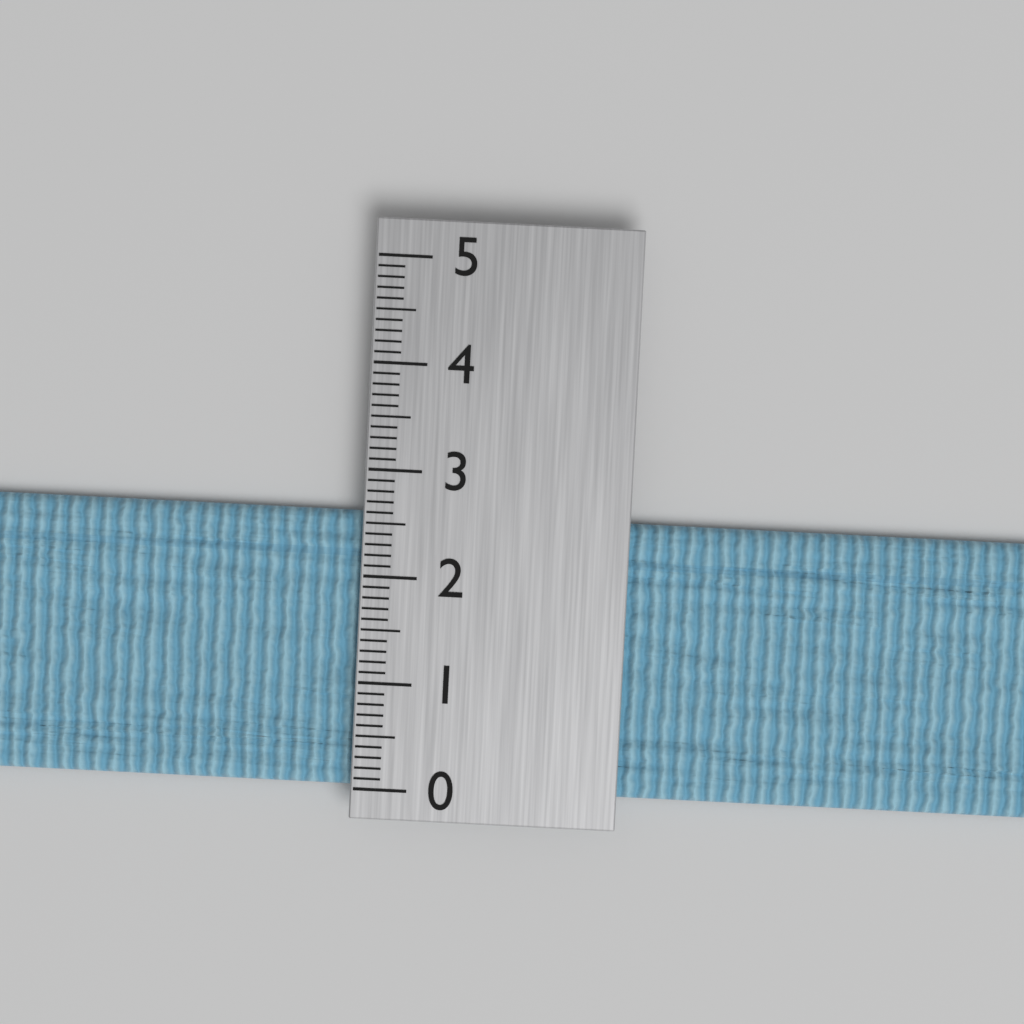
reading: 2.6 (no unit)
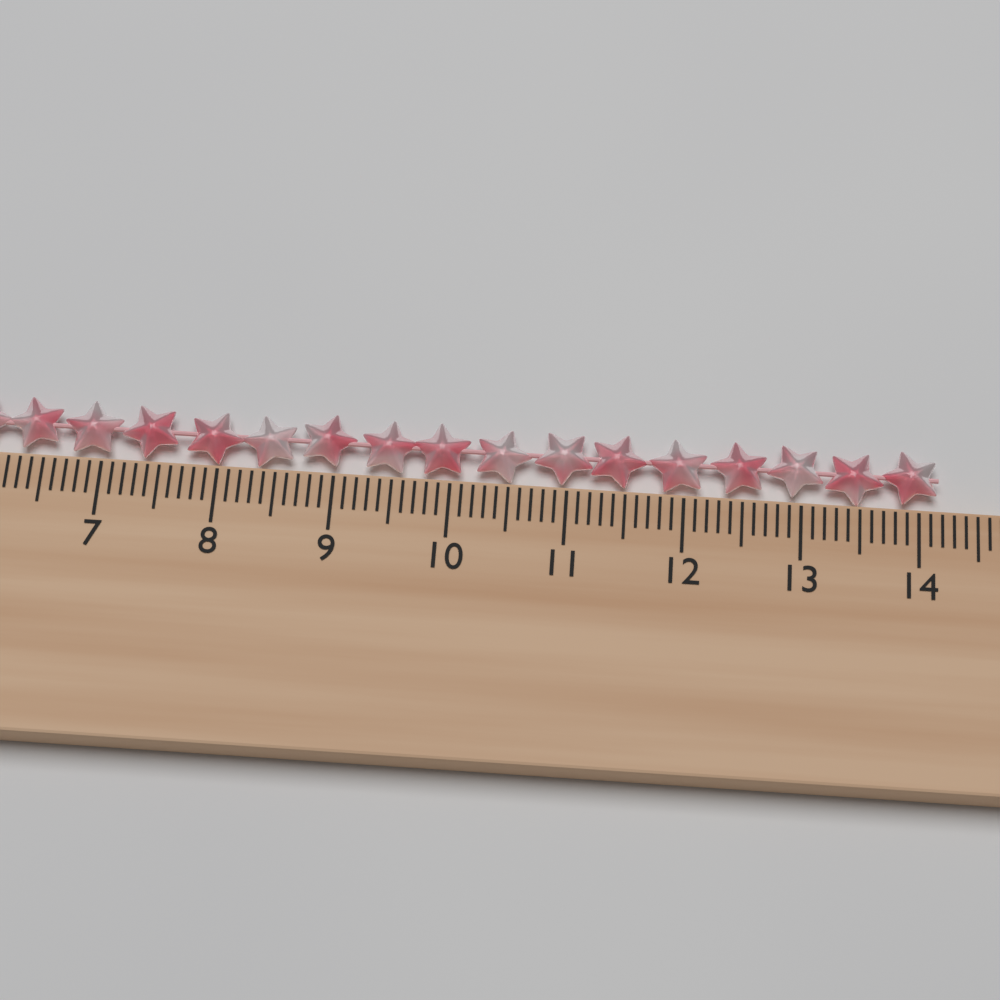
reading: 14.2 cm
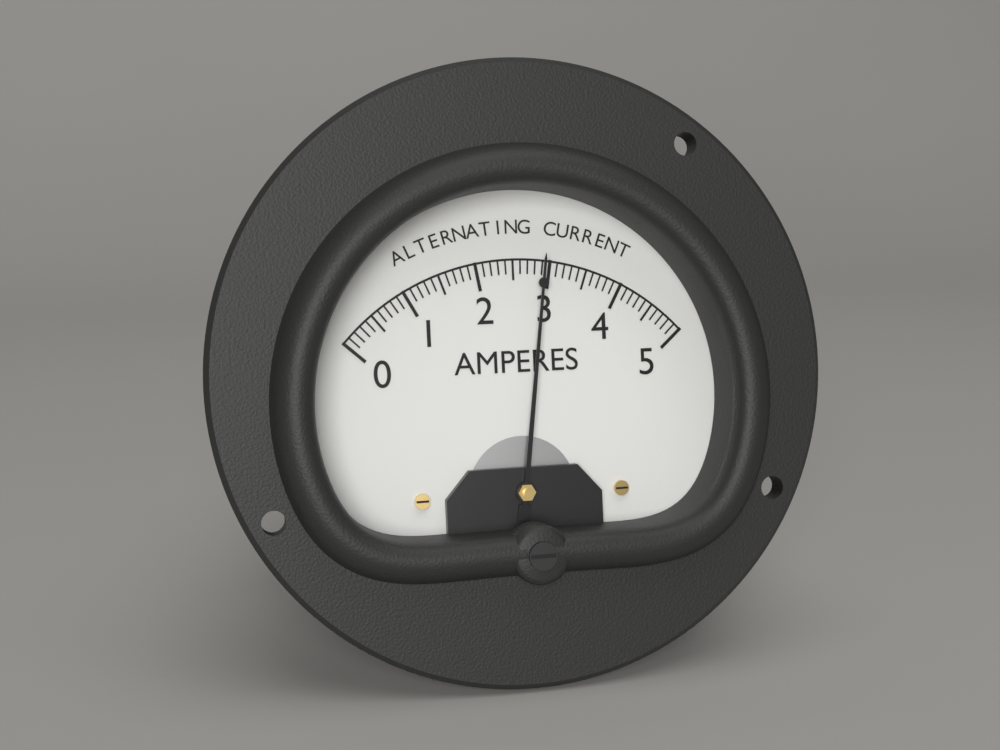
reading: 2.9 A
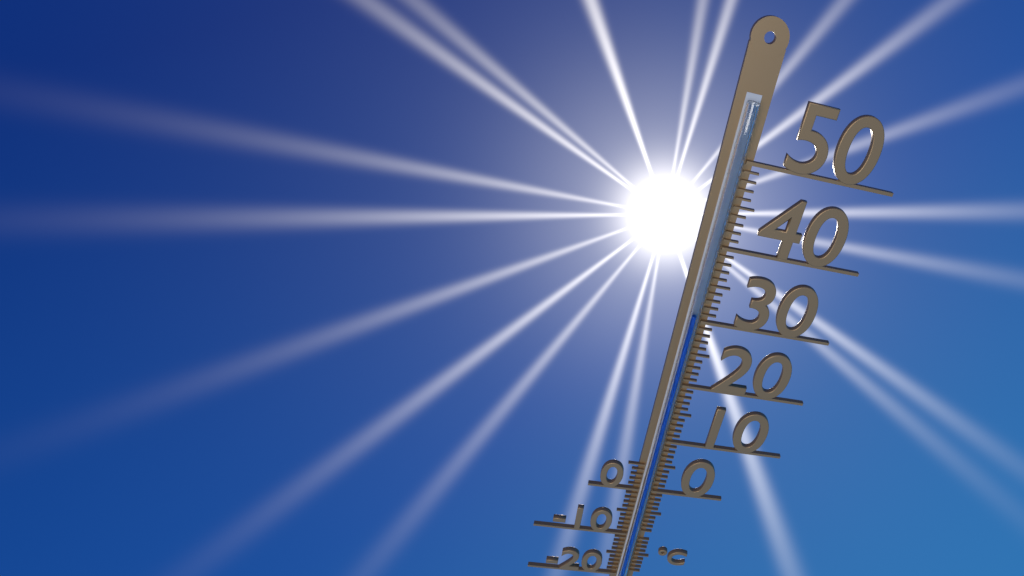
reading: 31 °C
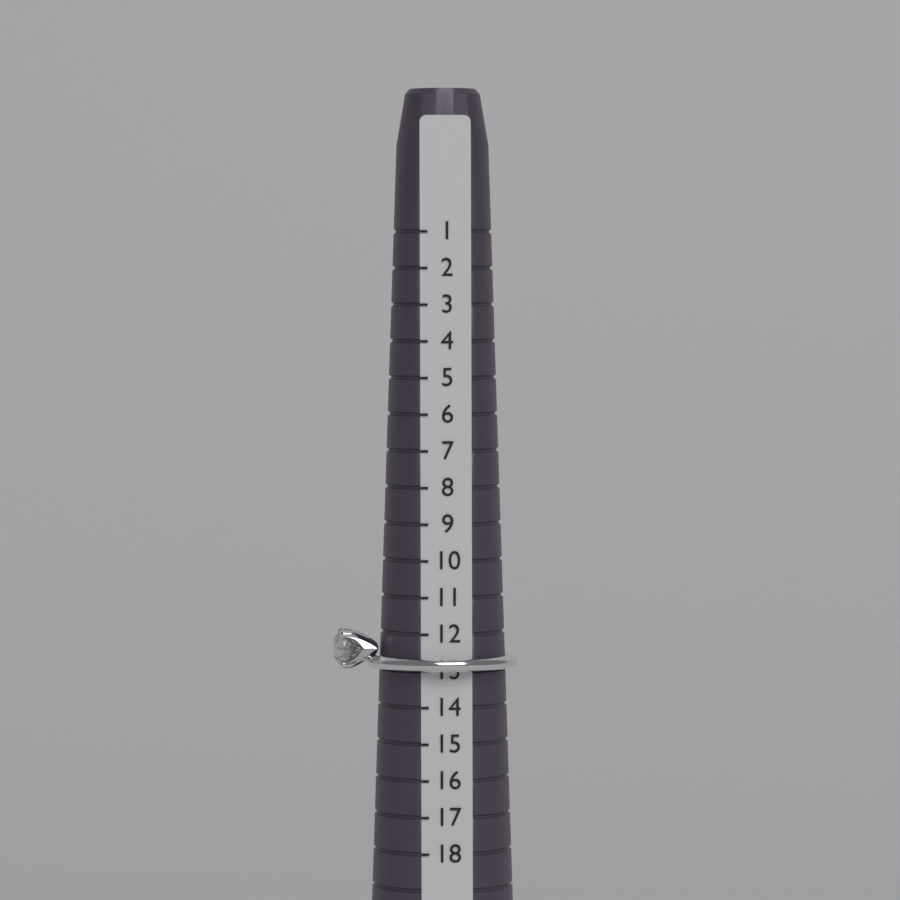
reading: 13 (no unit)
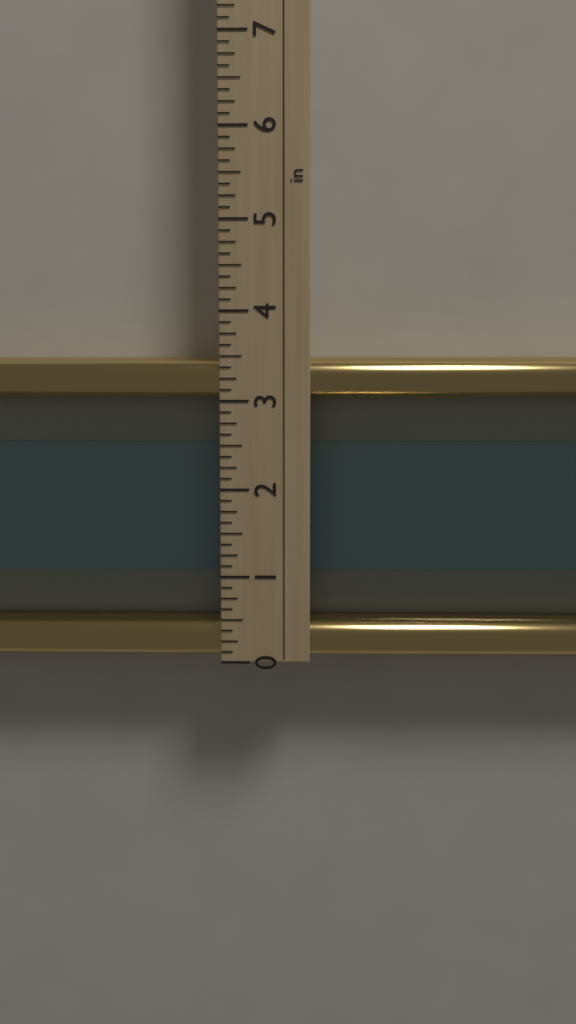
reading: 3.500 in
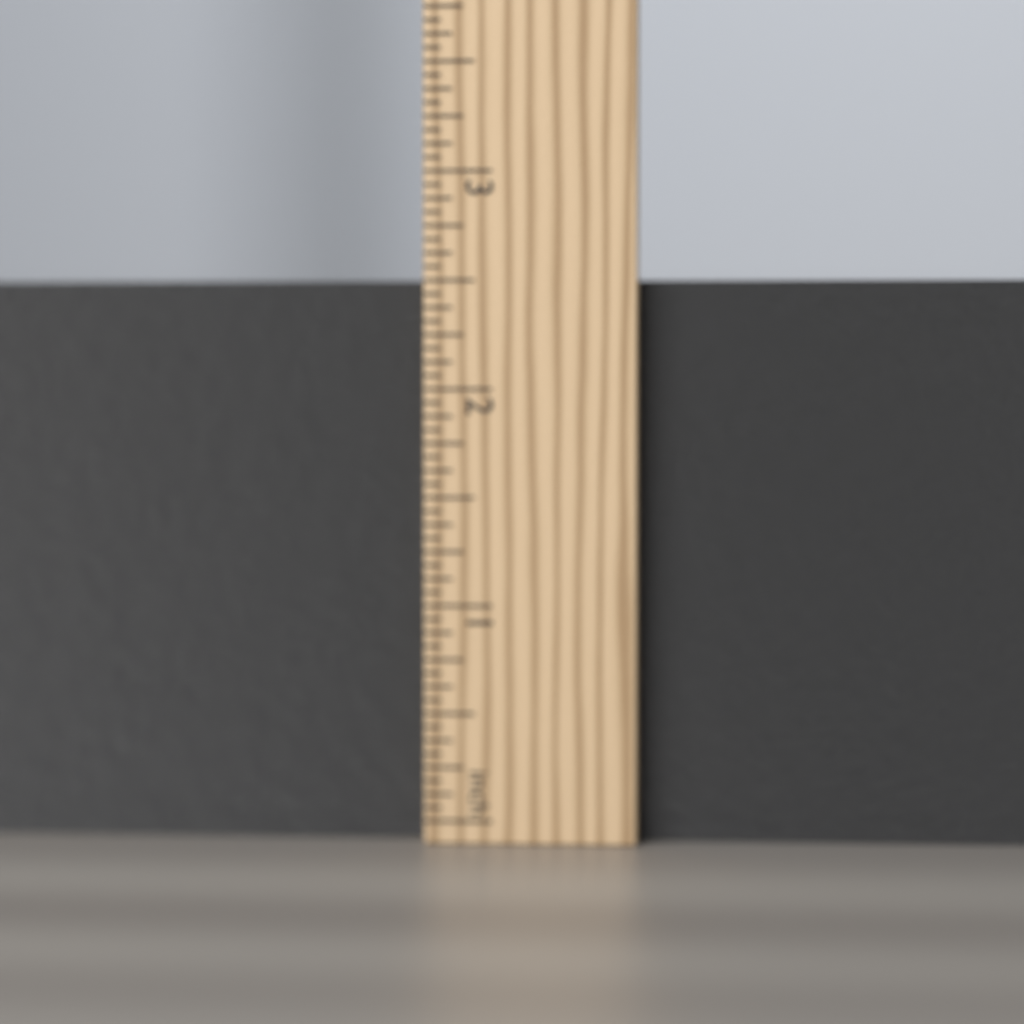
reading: 2.5000 in
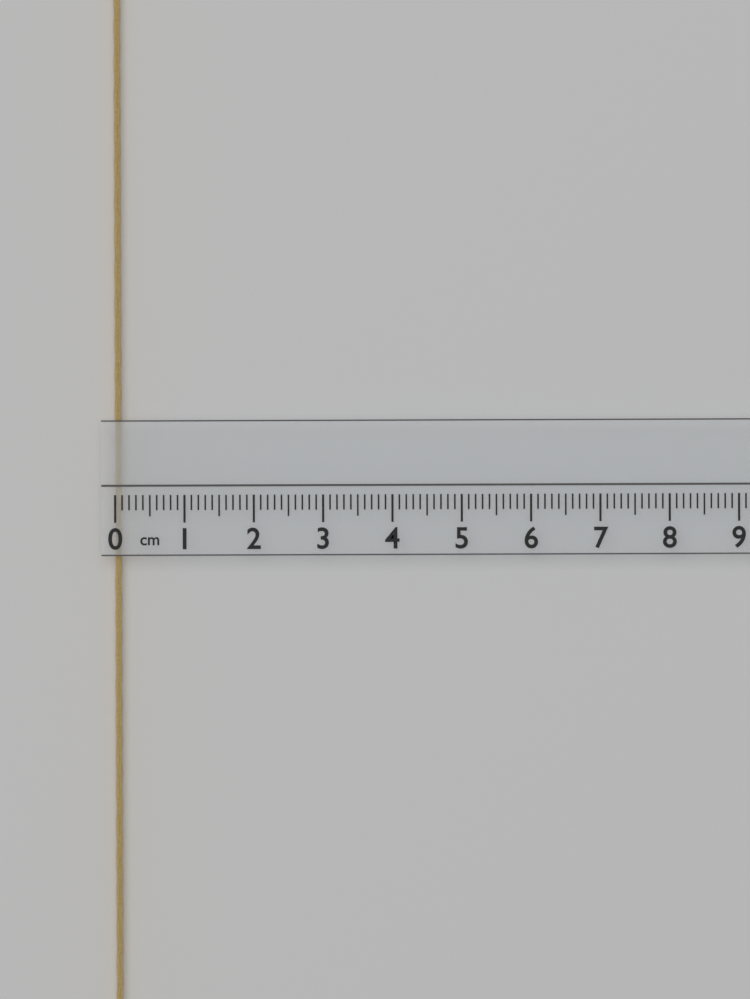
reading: 0.1 cm
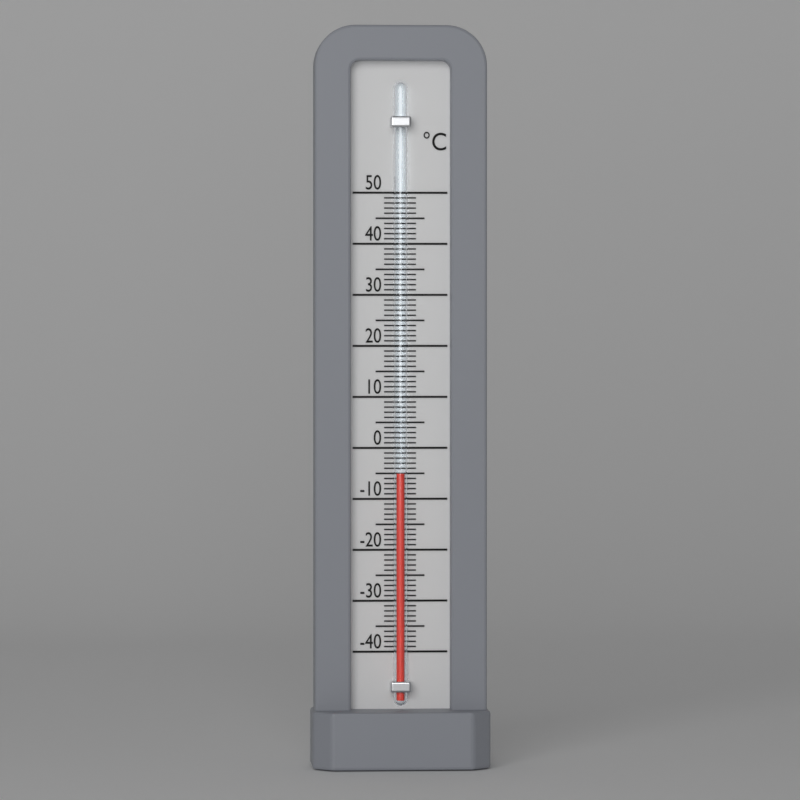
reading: -5 °C
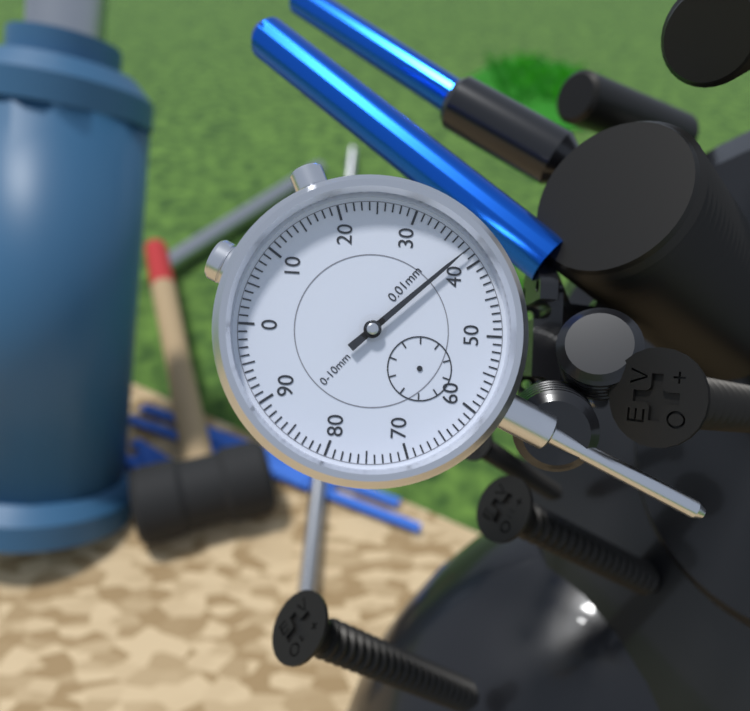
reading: 0.38 mm
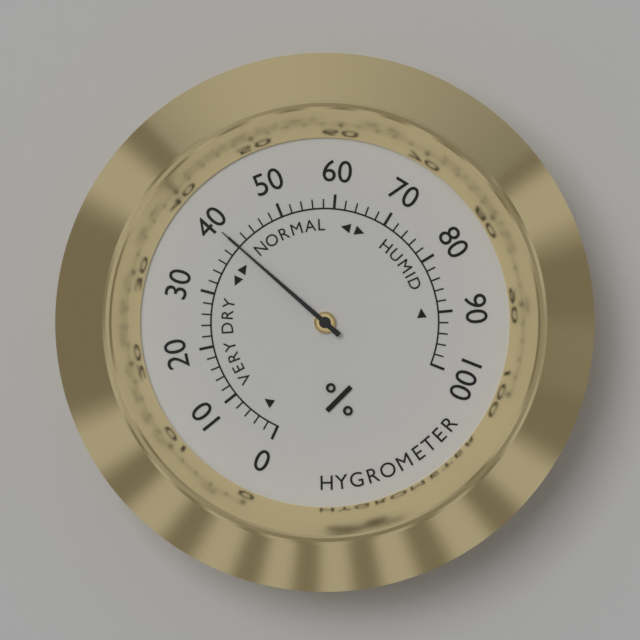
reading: 40 %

Aim of the exercise: The material above is to be transcribed exactly, with all pictures omitted.

Response to the exercise:
reading: 2.6 (no unit)
reading: 14.2 cm
reading: 2.9 A
reading: 31 °C
reading: 13 (no unit)
reading: 3.500 in
reading: 2.5000 in
reading: 0.1 cm
reading: -5 °C
reading: 0.38 mm
reading: 40 %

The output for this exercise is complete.